To the newcomers, this is a haven where they find shelter, food, physical safety, and the assurance that tomorrow will bring more of the same. As the year progresses, the walls fill with posters, the bedside tables sprout treasures, and the house becomes home.

It has been more than 20 years since Aiman Habawal completed ninth-grade at Schneller and graduated, but his eyes fill with tears as he relives the old days. "You are in a family," Mr. Habawal says. "There are 20 persons living together, eating, washing, playing, studying - all that together. It is a good family, and the house father is a great father."

Habawal's father abandoned him and his mother, leaving them destitute.

"If Schneller had not existed," he says, "I would have lived on the street. The future would have been nothing." Instead, he spent summer holidays working as a "gofer" in a salon. Eventually his hard work and attitude impressed his employers and they decided to train him.

Today, Habawal is the founder and director of two cosmetology schools in Jordan that train 300 students a year.

Schneller's alum-ni work at NASA in the United States, head small businesses, and pursue careers in Europe and the Persian Gulf.

Graduates typically find jobs within months. Some attribute this success to the small classes - 15 students on average - and the quality of vocational training in metalworking, carpentry, and mechanics.

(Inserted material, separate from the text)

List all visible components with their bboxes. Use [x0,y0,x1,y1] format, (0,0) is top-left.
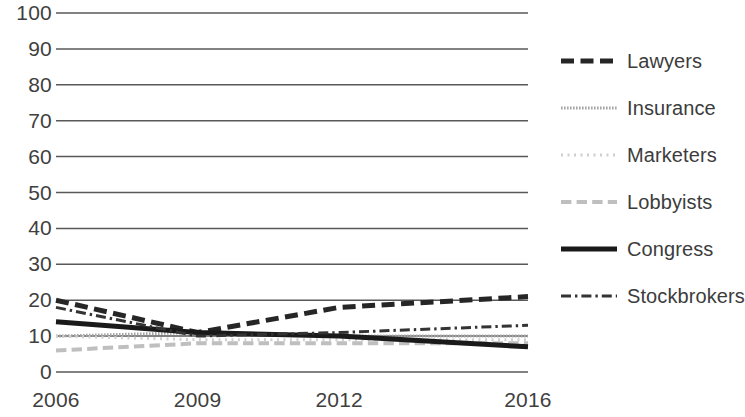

But Habawal points to the fact that Schneller imparts lessons on how to forge meaningful ties. "Everyone can teach you how to read and write," he says. "The most important thing is to teach you how to feel and how to act with your friends, your relatives."

Everything about life on campus is geared toward this. The boys change houses each year, for example. "We cannot afford any isolation," Mansour says. "People need to communicate and deal with one another so no factions can form."

Besides myriad impromptu conversations with faculty and administrators, students meet with a handful of peers culled from various houses for weekly two-hour discussions. Whether it is to digest news of the latest rash of killings in the Israeli-Palestinian conflict or to talk about their dreams, aspirations, and fears, the boys here speak freely. And they have the ear of adult educators who model for them what Mansour calls "respectful listening."

Mansour has transformed from reticent appointee to a vocal champion of the school, and his greatest worry is how to keep it going. Schneller must raise some $210,000 of the $710,000 it takes each year to provide free housing and services to the students. The school's vocational workshops run profitable side businesses, and Mansour hopes to generate more. He's exploring the possibility of raising rabbits for money; he already has a few hopping in his yard.

For Mansour and the rest of the staff, the stakes are enormous. They believe Schneller does more than turn out employable young men. It steers the disaffected away from violence by giving them something they might not want to risk losing. It offers them positive ways to connect with the world, a sense of possibility and hope.

Experts have different views about the degree to which such small-scale efforts can reduce violence in the Middle East.

Laura Drake, editor of the Springfield, Va.-based Middle East Affairs Journal, says that although programs like Schneller's strengthen the individual, "issues [of terrorism] are much too broad for change at a micro level to have an impact."

Others say there is a more far-reaching effect. Peace is "absolutely not" just a matter of geopolitics, says Mary Jane Deeb, a specialist on the Arab world at the Library of Congress and a professor at American University. One type of violence is born "out of a sense of duty, an idealism," she says, but that is "quite different from people turning to violence out of a sense of desperation, of no light at the end of the tunnel." Schneller, she says, helps children who potentially could fall into the latter category.

Whatever the experts say, Mansour is happy to speak of the school's mission in sweeping terms: "Despite what is happening [in the West Bank, Gaza, and Israel], we are doing something unique on behalf of Christ, on behalf of humanity."